What many American Jews are only now realizing is that over the past 75 years, Israel has become Goliath and the Palestinians have become David. All the military might is on Israel’s side. Arab countries have paid lip service to the cause of Palestinians without offering them much actual help. They are just pawns in the great game. World sympathy, which might have been a major factor in Israel’s favor after the brutal Hamas attack on October 7, has turned to anger because of Netanyahu’s brutal response. He has bombed most of Gaza to rubble and killed around 25,000 people, mostly women and children. Many more are sure to die of bombs, famine, thirst, and disease.

Now “my” people, only 80 years after being subject to genocide, are accused of committing genocide ourselves. Many Israelis and Jews in the Diaspora (the whole world outside Israel) respond indignantly that Hamas wants to wipe out all Jews in Israel, so Netanyahu is trying to wipe out Hamas instead. And besides, they say, Hamas is using Palestinian civilians as human shields, so it’s impossible to kill Hamas militants without killing innocent people. It’s not our fault. We have no choice. It’s either them or us. If Israel is no longer safe for the Jews, nowhere is safe. So this carnage is good for the Jews around the world.

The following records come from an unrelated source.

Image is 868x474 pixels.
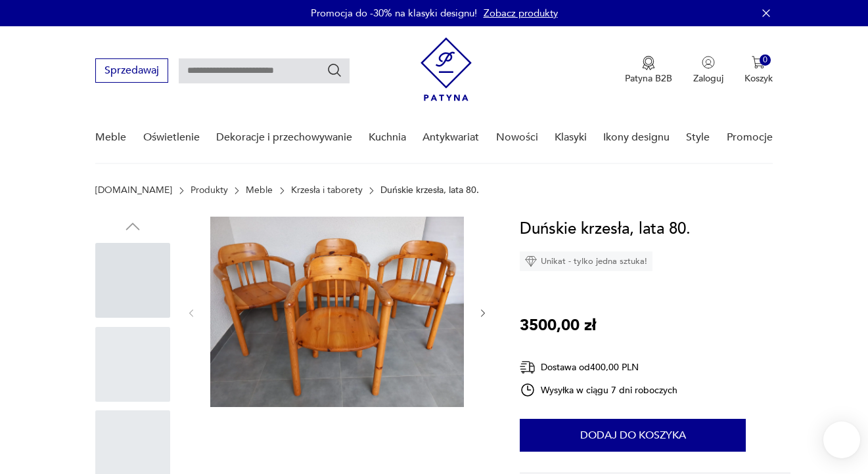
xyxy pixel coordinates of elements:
[727,112,773,163] a: Promocje
[369,112,406,163] a: Kuchnia
[520,359,677,376] div: Dostawa od 400,00 PLN
[483,7,558,20] a: Zobacz produkty
[520,383,677,398] div: Wysyłka w ciągu 7 dni roboczych
[246,185,273,196] a: Meble
[311,7,477,20] p: Promocja do -30% na klasyki designu!
[745,56,773,85] button: 0Koszyk
[210,217,464,407] img: Zdjęcie produktu Duńskie krzesła, lata 80.
[326,63,342,78] button: Szukaj
[520,313,596,339] p: 3500,00 zł
[603,112,669,163] a: Ikony designu
[701,56,714,69] img: Ikonka użytkownika
[520,252,653,272] div: Unikat - tylko jedna sztuka!
[625,56,672,85] a: Ikona medaluPatyna B2B
[760,55,771,66] div: 0
[216,112,352,163] a: Dekoracje i przechowywanie
[625,56,672,85] button: Patyna B2B
[641,56,655,70] img: Ikona medalu
[520,217,690,242] h1: Duńskie krzesła, lata 80.
[745,72,773,85] p: Koszyk
[423,112,479,163] a: Antykwariat
[520,419,746,452] button: Dodaj do koszyka
[686,112,709,163] a: Style
[143,112,200,163] a: Oświetlenie
[95,185,172,196] a: [DOMAIN_NAME]
[625,72,672,85] p: Patyna B2B
[95,67,168,76] a: Sprzedawaj
[694,56,723,85] button: Zaloguj
[520,359,536,376] img: Ikona dostawy
[823,422,860,458] iframe: Smartsupp widget button
[525,255,536,267] img: Ikona diamentu
[95,112,126,163] a: Meble
[291,185,363,196] a: Krzesła i taborety
[420,37,471,102] img: Patyna - sklep z meblami i dekoracjami vintage
[496,112,538,163] a: Nowości
[752,56,765,69] img: Ikona koszyka
[95,58,168,82] button: Sprzedawaj
[190,185,228,196] a: Produkty
[694,72,723,85] p: Zaloguj
[555,112,587,163] a: Klasyki
[380,185,479,196] p: Duńskie krzesła, lata 80.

But the massive rise in antisemitism worldwide proves that the opposite is true. Seventy-five years of Israel’s terrible treatment of Palestinians – forcing Palestinians off their land, herding them into open-air prisons like Gaza in a virtual apartheid regime, depriving them of full citizenship in Israel, making a separate homeland all but impossible, meeting thrown rocks with bullets, finally telling two million Gazan residents to crowd into southern Gaza and then bombing southern Gaza – have had their predictable result. Nonviolent resistance has failed, with the Boycott, Divestment, and Sanctions movement dismissed as antisemitic. Israel has left Palestinians with few options besides violent resistance, ie., Hamas. The many Palestinians who hate Hamas are afraid to say so in public. The thugs would torture and kill them and their families. Meanwhile, every innocent killed by Israeli bombs or siege conditions creates more recruits for Hamas. Hamas is not, as Israeli leaders keep calling it, a snake. It is a Hydra. Cut off one head, and more will grow in its place.

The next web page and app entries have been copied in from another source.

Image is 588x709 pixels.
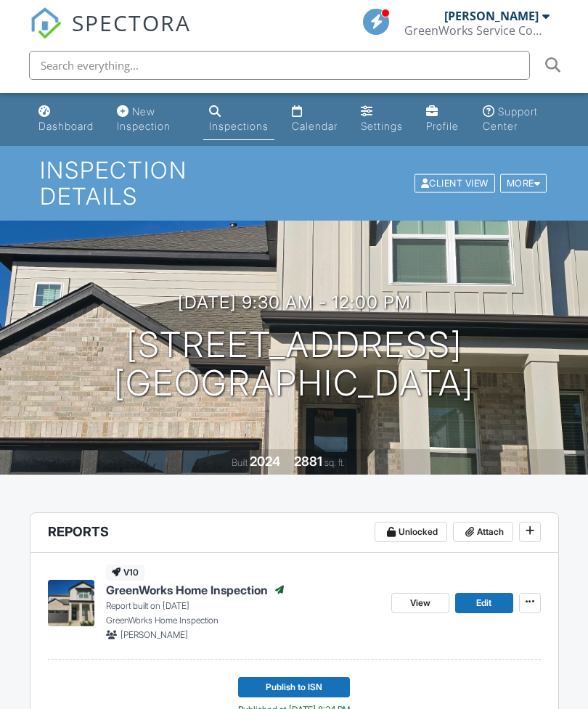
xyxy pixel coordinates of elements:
h1: [STREET_ADDRESS] [GEOGRAPHIC_DATA] [114,326,474,403]
div: 2881 [294,453,322,469]
div: Profile [426,120,459,132]
div: Calendar [292,120,338,132]
h1: Inspection Details [40,157,548,208]
div: Support Center [482,106,538,132]
div: New Inspection [117,106,170,132]
div: 2024 [249,453,280,469]
a: Profile [420,98,465,140]
a: Client View [413,177,499,188]
div: Inspections [209,120,268,132]
a: Settings [355,98,408,140]
a: New Inspection [111,98,192,140]
img: The Best Home Inspection Software - Spectora [30,7,62,39]
a: Dashboard [33,98,99,140]
span: SPECTORA [72,7,191,38]
div: Dashboard [38,120,94,132]
div: [PERSON_NAME] [444,9,539,23]
span: Built [231,457,247,468]
div: GreenWorks Service Company [404,23,550,38]
a: SPECTORA [30,20,191,50]
div: Client View [414,174,495,193]
a: Calendar [286,98,343,140]
a: Inspections [203,98,274,140]
a: Support Center [477,98,556,140]
h3: [DATE] 9:30 am - 12:00 pm [177,292,411,312]
input: Search everything... [29,51,529,80]
div: More [500,174,547,193]
span: sq. ft. [324,457,345,468]
div: Settings [360,120,403,132]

The hideous ambitions of Netanyahu give credence to South Africa’s claim of genocide. Meanwhile, the People of the Book have forgotten the words of one of our greatest teachers, Rabbi Hillel. When challenged by some joker to teach him the Torah while he stood on one foot, Hillel responded: “Do not do to others what you don’t want done to you. The rest is commentary.”

American Jews have pushed our government to support Israel no matter what it does. We should remember that we are Jewish before we are Zionist. What Israel is doing to Gazans goes against everything Judaism has always stood for. It is beyond horrible for Palestinians. It’s time more of us realized that it is also very bad for the Jews.